Truckee’s first Safety Committee sprang into action in 1871 after the wife of a bartender working at a Front Street Saloon started a fire downtown that destroyed many buildings. She and her husband had had a domestic quarrel and in her blind rage she wiped out much of the business district. A unique signature of Truckee’s 601 was its practice of hanging red silk ribbons around town as the final chance for bad actors to vamoose. The fire alarm bell was then rung as enforcement operations were about to commence. Two days after the fire, red silk ribbons dangled from nearby trees and on structures still standing. The woman quickly came to her senses and quietly boarded the next train out of town.
Those who failed to heed threats from the 601 were beaten and sometimes tarred and feathered near Hooligan Rock (located in the Gateway Shopping Center on Donner Pass Road). Any victim who survived Truckee’s extrajudicial enforcement effort was ultimately railroaded out after being dealt his or her punishment. In one instance, a defiant undesirable, known as a longtime pimp and ne’er-do-well from Truckee’s notorious red-light district on Jibboom Street had been arrested for aggressively panhandling train passengers during the stop in Truckee. Earlier that day, the young, clean-shaven man had passed a hat to collect money for a female missionary preaching on Front Street but kept the cash for himself instead.
At 10 o’clock that night 20 armed and masked vigilantes barged into the Truckee jail seeking their prey. The prisoner was liberated and marched 6 miles up Donner Pass Road, where he was roughed up and tarred and feathered. Following that he was put aboard the 2:30 a.m. westbound train to Colfax and warned to never return to Truckee again.
Supporters considered the 601’s policy of intimidation and violence a purifying process that benefitted their community and, in some cases, they were right. The Truckee Republican admitted that despite the “romantic fiction” that the 601 was working alongside legal law enforcement, due to their harsh punishment, “He will probably not inflict his presence upon Truckee again and it is a good warning to others of his ilk to keep away from our town.”
Tarring and feathering was frequently used in America’s frontier mob violence, employed to simultaneously humiliate and torture a victim.
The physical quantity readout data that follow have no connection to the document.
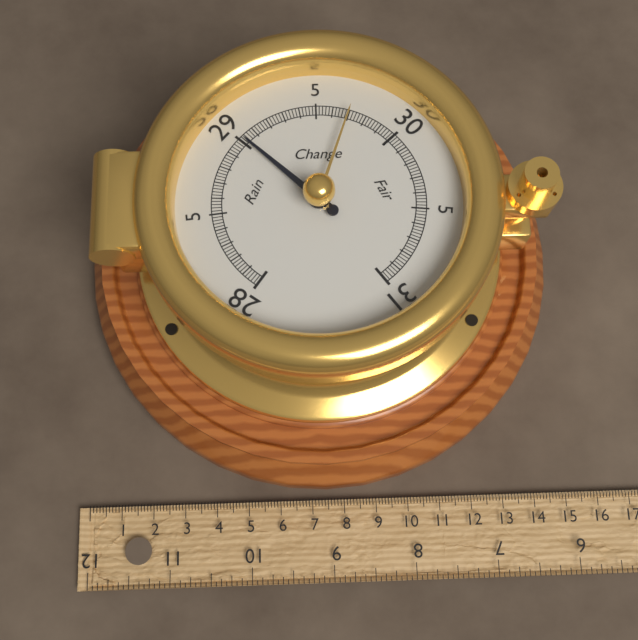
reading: 29.02 inHg
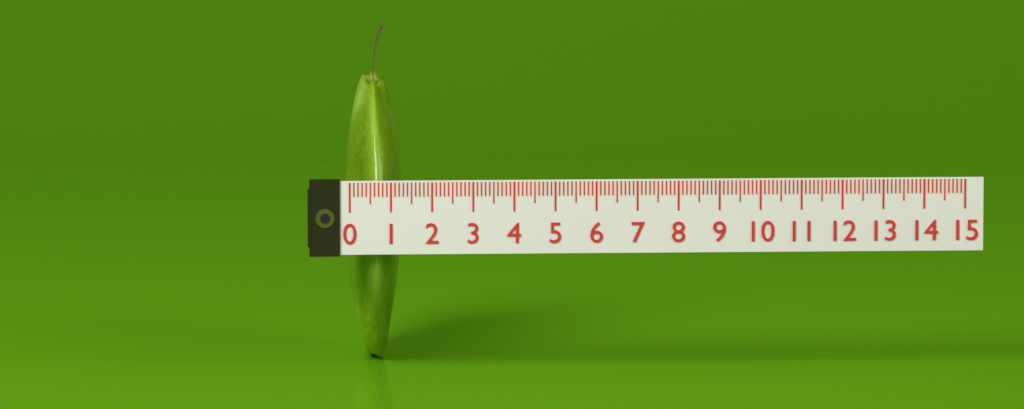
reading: 1.4 (no unit)
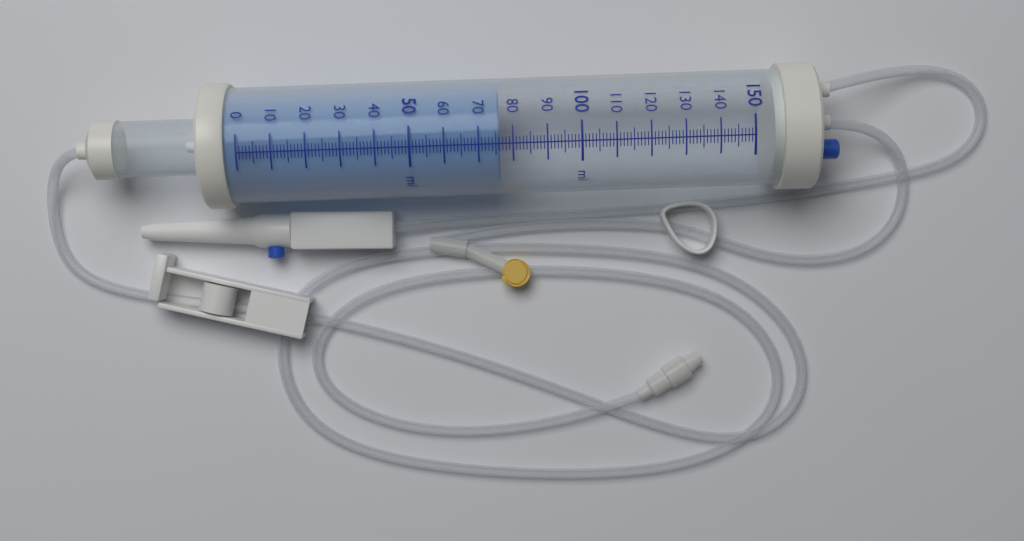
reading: 76 ml
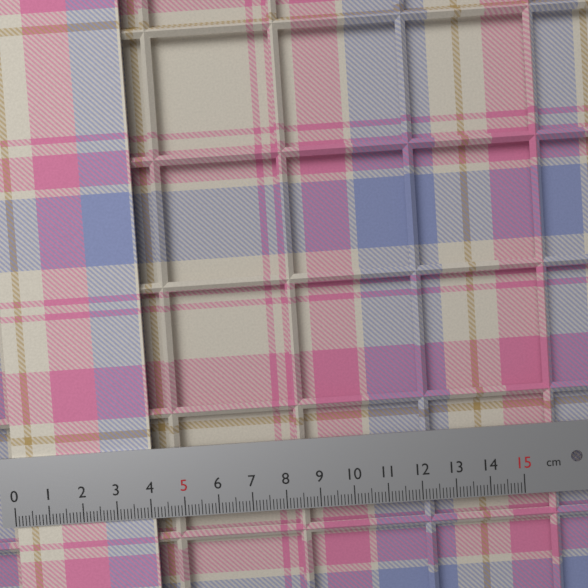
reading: 4.1 cm
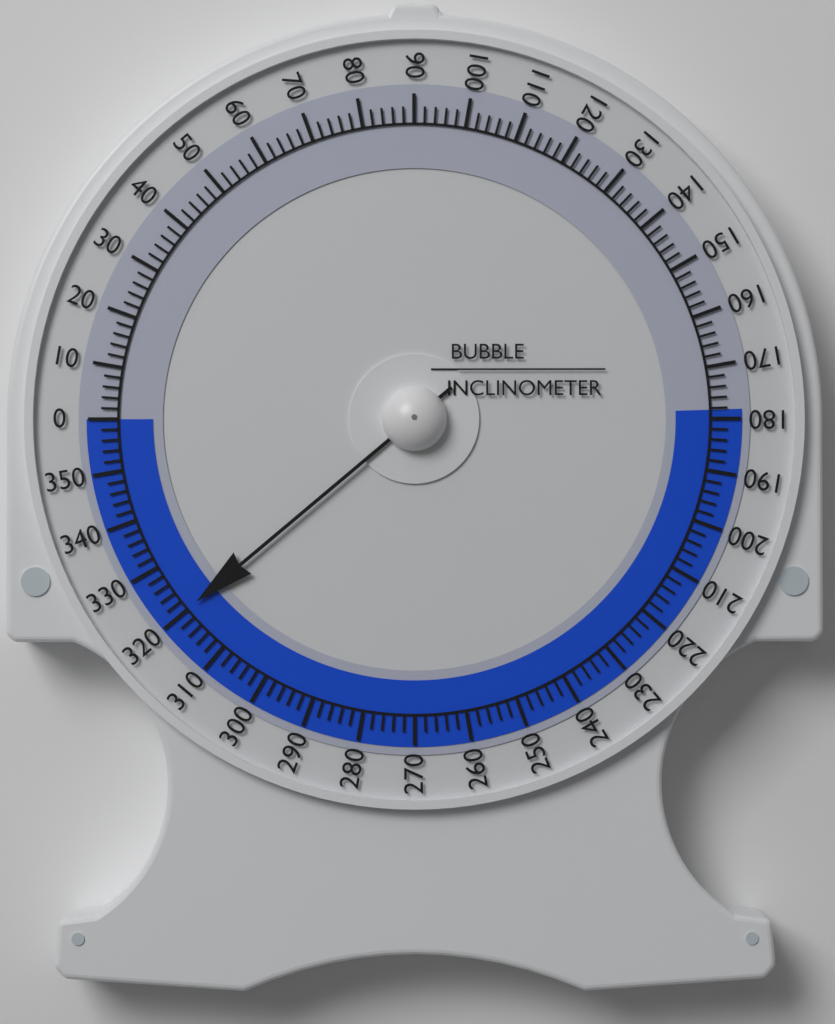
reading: 320 (no unit)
A bucket of coal tar was heated over a blazing fire and then poured or applied to the victim’s head and body, followed by a liberal dose of poultry feathers that stuck to the tar. It was an extremely painful experience, often accompanied by a beating, yet the removal of tar afterwards was even worse.
Most of Truckee’s townspeople and businessmen initially backed the unauthorized policing provided by the 601, but the vigilantes still kept their identities secret to protect themselves from local law enforcement or revenge by friends and acquaintances of those beaten or killed. The public emergence of Truckee’s vigilance movement occurred in late 1874 in an approving editorial published on Nov. 17 in the Truckee Republican: “There are reports that a Committee of Safety, styled the “601,” has been organized in Truckee to look after the welfare of the town. Two notorious characters claim to have received a notice of “leave of absence” today from some high and mysterious source. If such a notification has been given, it means action and business on the part of our citizens. There is no doubt but that such a warning will be heeded by those notified and it will have a purifying, salutary influence.”